Collection entries:
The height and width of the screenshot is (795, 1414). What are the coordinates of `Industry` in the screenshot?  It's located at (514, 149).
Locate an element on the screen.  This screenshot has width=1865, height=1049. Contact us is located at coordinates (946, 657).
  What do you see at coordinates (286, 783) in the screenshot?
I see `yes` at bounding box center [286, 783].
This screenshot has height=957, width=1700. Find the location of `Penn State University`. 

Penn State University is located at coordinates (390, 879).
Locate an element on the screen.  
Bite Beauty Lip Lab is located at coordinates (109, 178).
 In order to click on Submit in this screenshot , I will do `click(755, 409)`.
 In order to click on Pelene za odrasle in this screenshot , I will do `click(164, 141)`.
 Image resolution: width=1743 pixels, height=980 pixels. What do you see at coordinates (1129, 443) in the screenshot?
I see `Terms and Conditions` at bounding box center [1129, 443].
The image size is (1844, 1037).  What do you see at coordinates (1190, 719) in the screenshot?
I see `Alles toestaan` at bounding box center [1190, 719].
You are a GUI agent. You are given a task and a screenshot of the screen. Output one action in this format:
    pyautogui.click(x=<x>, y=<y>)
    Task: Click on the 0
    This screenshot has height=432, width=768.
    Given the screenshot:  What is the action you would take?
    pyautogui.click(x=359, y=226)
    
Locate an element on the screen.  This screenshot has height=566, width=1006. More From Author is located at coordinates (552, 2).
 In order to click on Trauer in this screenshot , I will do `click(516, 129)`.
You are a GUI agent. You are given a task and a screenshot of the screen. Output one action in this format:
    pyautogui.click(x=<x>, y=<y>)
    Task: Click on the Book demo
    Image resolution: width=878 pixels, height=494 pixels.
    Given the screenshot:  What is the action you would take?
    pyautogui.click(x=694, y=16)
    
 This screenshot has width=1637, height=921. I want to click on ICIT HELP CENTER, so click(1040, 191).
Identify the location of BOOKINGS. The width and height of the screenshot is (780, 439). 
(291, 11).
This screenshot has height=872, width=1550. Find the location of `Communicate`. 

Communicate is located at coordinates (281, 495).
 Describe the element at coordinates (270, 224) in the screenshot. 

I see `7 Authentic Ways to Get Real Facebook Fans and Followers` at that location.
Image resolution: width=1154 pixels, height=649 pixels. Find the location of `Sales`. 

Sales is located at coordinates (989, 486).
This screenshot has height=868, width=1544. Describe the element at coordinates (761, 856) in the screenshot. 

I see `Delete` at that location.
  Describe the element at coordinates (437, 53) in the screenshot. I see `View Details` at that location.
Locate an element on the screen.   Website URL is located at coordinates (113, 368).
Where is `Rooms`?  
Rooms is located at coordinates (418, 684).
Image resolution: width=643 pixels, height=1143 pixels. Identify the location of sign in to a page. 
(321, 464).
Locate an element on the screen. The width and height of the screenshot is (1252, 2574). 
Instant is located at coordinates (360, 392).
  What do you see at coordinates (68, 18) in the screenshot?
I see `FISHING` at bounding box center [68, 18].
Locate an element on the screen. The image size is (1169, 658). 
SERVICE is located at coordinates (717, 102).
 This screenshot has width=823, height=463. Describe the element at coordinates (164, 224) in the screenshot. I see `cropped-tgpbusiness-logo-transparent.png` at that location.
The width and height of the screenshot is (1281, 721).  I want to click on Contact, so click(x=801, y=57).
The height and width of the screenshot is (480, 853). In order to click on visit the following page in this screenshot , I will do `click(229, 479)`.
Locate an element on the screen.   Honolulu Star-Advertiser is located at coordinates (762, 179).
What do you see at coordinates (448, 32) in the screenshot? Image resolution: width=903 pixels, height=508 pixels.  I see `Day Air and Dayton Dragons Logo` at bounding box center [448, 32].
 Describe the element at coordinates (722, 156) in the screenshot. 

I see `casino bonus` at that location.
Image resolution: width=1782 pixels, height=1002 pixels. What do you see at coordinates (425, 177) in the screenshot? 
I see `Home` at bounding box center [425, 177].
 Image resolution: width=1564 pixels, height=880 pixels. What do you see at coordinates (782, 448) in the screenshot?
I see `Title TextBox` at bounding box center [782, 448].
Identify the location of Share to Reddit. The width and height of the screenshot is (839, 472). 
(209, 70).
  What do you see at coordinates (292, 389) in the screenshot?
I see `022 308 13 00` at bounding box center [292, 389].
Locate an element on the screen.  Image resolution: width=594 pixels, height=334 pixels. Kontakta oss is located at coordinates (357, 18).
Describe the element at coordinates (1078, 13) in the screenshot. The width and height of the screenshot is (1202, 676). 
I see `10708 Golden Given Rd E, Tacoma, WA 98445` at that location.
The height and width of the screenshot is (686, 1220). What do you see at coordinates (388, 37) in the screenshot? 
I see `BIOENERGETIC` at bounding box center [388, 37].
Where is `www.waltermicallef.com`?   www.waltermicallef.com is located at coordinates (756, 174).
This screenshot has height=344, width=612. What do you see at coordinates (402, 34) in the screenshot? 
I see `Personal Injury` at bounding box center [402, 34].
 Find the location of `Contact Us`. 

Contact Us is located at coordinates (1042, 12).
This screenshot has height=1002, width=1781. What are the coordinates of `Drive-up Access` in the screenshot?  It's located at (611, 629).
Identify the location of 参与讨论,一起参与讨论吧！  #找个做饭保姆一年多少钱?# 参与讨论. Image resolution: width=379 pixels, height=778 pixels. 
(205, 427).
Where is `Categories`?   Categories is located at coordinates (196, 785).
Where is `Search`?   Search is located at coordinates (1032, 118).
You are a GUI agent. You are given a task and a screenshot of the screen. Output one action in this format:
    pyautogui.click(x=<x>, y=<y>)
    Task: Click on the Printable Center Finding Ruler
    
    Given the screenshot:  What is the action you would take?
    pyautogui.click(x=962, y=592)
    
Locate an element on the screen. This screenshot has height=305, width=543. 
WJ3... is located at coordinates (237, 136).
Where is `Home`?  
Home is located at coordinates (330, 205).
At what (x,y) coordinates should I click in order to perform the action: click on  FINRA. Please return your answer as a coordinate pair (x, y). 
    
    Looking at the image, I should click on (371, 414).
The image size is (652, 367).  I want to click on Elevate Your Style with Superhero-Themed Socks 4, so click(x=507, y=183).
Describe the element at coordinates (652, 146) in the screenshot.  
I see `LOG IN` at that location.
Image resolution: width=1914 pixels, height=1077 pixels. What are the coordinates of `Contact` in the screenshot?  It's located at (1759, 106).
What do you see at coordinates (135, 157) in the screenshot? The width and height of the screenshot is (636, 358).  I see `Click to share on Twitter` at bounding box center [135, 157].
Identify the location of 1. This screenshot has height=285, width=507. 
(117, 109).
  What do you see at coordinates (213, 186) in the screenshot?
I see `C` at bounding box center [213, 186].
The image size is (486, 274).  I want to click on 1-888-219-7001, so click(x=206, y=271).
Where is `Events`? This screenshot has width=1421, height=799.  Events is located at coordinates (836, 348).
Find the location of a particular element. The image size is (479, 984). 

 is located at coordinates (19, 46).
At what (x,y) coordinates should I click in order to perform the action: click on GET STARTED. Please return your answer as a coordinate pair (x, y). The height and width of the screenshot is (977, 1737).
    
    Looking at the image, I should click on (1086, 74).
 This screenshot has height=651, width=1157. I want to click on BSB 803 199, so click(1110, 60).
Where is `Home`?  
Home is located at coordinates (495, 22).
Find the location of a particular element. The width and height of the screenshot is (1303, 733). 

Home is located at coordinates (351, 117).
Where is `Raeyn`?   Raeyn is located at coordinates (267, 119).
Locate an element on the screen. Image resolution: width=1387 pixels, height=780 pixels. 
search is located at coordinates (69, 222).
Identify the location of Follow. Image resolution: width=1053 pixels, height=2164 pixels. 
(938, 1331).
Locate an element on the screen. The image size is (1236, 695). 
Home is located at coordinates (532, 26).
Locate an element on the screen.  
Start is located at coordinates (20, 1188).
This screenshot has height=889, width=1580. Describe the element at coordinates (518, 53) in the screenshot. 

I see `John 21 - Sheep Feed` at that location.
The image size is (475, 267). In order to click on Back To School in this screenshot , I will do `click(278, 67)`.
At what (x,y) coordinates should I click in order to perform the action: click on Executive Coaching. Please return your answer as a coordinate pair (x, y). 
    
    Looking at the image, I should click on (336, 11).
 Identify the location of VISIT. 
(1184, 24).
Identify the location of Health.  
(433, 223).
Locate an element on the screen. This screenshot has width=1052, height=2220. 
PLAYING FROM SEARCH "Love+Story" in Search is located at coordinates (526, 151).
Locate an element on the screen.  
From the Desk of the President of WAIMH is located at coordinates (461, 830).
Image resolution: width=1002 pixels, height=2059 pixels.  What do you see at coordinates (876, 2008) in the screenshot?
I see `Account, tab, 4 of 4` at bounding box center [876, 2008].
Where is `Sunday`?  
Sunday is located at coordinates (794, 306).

#### [What is needed]
Set down exactly, and only, the lines of the data above from the line containing "has width=1052, height=2220." through the last one.

#### [Written reply]
Locate an element on the screen. This screenshot has width=1052, height=2220. 
PLAYING FROM SEARCH "Love+Story" in Search is located at coordinates (526, 151).
Locate an element on the screen.  
From the Desk of the President of WAIMH is located at coordinates (461, 830).
Image resolution: width=1002 pixels, height=2059 pixels.  What do you see at coordinates (876, 2008) in the screenshot?
I see `Account, tab, 4 of 4` at bounding box center [876, 2008].
Where is `Sunday`?  
Sunday is located at coordinates (794, 306).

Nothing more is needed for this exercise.